Sociology Index

MODE OF PRODUCTION

Mode of production is the dominant form of social and technical organization of economic production in a society. Historical modes of production includes the ancient, with more advanced technology and slavery. Historical modes of production includes the feudal, with simple technology and landowning lords and bonded serfs. Historical modes of production include the capitalist with sophisticated technology, private ownership of capital and a wage system. Historically a variety of modes of production can be distinguished based on both technology and the structure of social relationships. Historical modes of production includes hunter-gatherer society with very simple technology and common ownership.

The Mode of Production is the unity of the productive forces and the relations of production. This leads to an inevitable change in the relations of production, since in the obsolete form they cease to be indispensable condition of the production process. In its turn, the change in the relations of production, which means the substitution of the new economic basis for the old one, leads to more less rapid change in the entire society.

MODES OF PRODUCTION

In all production use is made of natural forces or potencies, and the energy in the human frame is brought under the direct control of the conscious human will. In the second mode of production. In this man utilizes the vital or reproductive force of nature to aid him in the producing of wealth. The third mode of production consists in the tendency manifested only in man, by virtue of his peculiar gift of reason, that of exchanging or trading.
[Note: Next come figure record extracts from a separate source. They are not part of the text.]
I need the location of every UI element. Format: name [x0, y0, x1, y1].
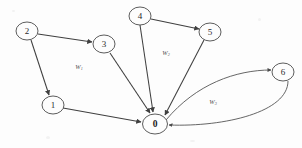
node-4[interactable]: 4 — [129, 7, 151, 25]
edge-1-to-0 — [63, 108, 141, 122]
node-1[interactable]: 1 — [42, 96, 64, 114]
edge-6-to-0-lower-arc — [169, 81, 288, 125]
weight-left-subscript: 1 — [81, 66, 83, 71]
edge-group — [31, 19, 288, 125]
edge-0-to-6-upper-arc — [166, 70, 271, 120]
node-2-label: 2 — [25, 26, 30, 36]
weight-label-middle: W2 — [162, 49, 170, 57]
node-2[interactable]: 2 — [16, 22, 38, 40]
graph-diagram-canvas: 2 3 4 5 6 1 — [0, 0, 302, 148]
node-group: 2 3 4 5 6 1 — [16, 7, 294, 134]
node-0-label: 0 — [153, 119, 158, 129]
node-5-label: 5 — [208, 27, 213, 37]
edge-4-to-5 — [151, 19, 199, 29]
weight-label-left: W1 — [75, 63, 83, 71]
node-3[interactable]: 3 — [93, 35, 115, 53]
weight-label-right: W3 — [209, 98, 217, 106]
edge-3-to-0 — [110, 53, 150, 113]
node-0[interactable]: 0 — [143, 114, 168, 134]
node-5[interactable]: 5 — [199, 23, 221, 41]
edge-4-to-0 — [140, 25, 153, 112]
edge-2-to-3 — [38, 34, 92, 42]
node-6[interactable]: 6 — [272, 63, 294, 81]
edge-5-to-0 — [165, 40, 204, 115]
node-3-label: 3 — [102, 39, 107, 49]
node-4-label: 4 — [138, 11, 143, 21]
weight-middle-subscript: 2 — [168, 52, 170, 57]
node-6-label: 6 — [281, 67, 286, 77]
edge-2-to-1 — [31, 40, 49, 95]
node-1-label: 1 — [51, 100, 56, 110]
weight-right-subscript: 3 — [215, 101, 217, 106]
graph-svg: 2 3 4 5 6 1 — [0, 0, 302, 148]
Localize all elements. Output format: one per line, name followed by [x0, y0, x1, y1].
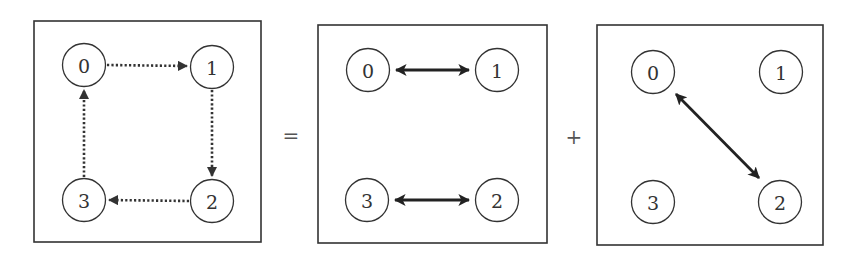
- node-1: 1: [476, 49, 519, 92]
- arrow-2-to-3: [109, 200, 189, 201]
- node-0: 0: [63, 44, 106, 87]
- arrow-0-to-1: [107, 65, 187, 66]
- node-3: 3: [63, 179, 106, 222]
- svg-text:2: 2: [491, 190, 503, 212]
- svg-text:1: 1: [491, 60, 503, 82]
- svg-text:0: 0: [78, 55, 90, 77]
- plus-sign: +: [566, 125, 583, 149]
- panel-horizontal-swaps: 0 1 2 3: [318, 25, 547, 243]
- node-2: 2: [191, 180, 234, 223]
- svg-text:0: 0: [647, 62, 659, 84]
- svg-text:1: 1: [775, 62, 787, 84]
- node-2: 2: [759, 181, 802, 224]
- panel-diagonal-swap: 0 1 2 3: [597, 25, 823, 245]
- node-2: 2: [476, 179, 519, 222]
- svg-text:0: 0: [362, 60, 374, 82]
- double-arrow-0-2: [676, 94, 759, 178]
- equals-sign: =: [283, 124, 300, 148]
- node-0: 0: [347, 49, 390, 92]
- svg-text:2: 2: [774, 192, 786, 214]
- node-0: 0: [632, 51, 675, 94]
- panel-cycle: 0 1 2 3: [34, 21, 261, 242]
- node-1: 1: [191, 46, 234, 89]
- node-3: 3: [346, 179, 389, 222]
- svg-text:3: 3: [647, 192, 659, 214]
- node-1: 1: [760, 51, 803, 94]
- permutation-decomposition-diagram: 0 1 2 3 = 0 1 2 3 + 0 1 2 3: [0, 0, 855, 258]
- svg-text:3: 3: [361, 190, 373, 212]
- svg-text:1: 1: [206, 57, 218, 79]
- svg-text:3: 3: [78, 190, 90, 212]
- svg-text:2: 2: [206, 191, 218, 213]
- node-3: 3: [632, 181, 675, 224]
Production begins with the development of its determinative aspect, the productive forces which, once they have reached a certain level, come into conflict with the social relations of production within which they have been developing. Mode of production is the method of producing the necessities of life, whether for health, food, housing or needs such as education, science, nurturing.

The change in the Mode of Production comes about not through peoples volition, but by virtue of the correspondence between the productive relations to the character and level of development of the productive forces. Due to this, the development of society takes the form of the natural historical social change of socio-economic formations. Conflict between the productive forces and the relations of production is the economic basis of social revolution.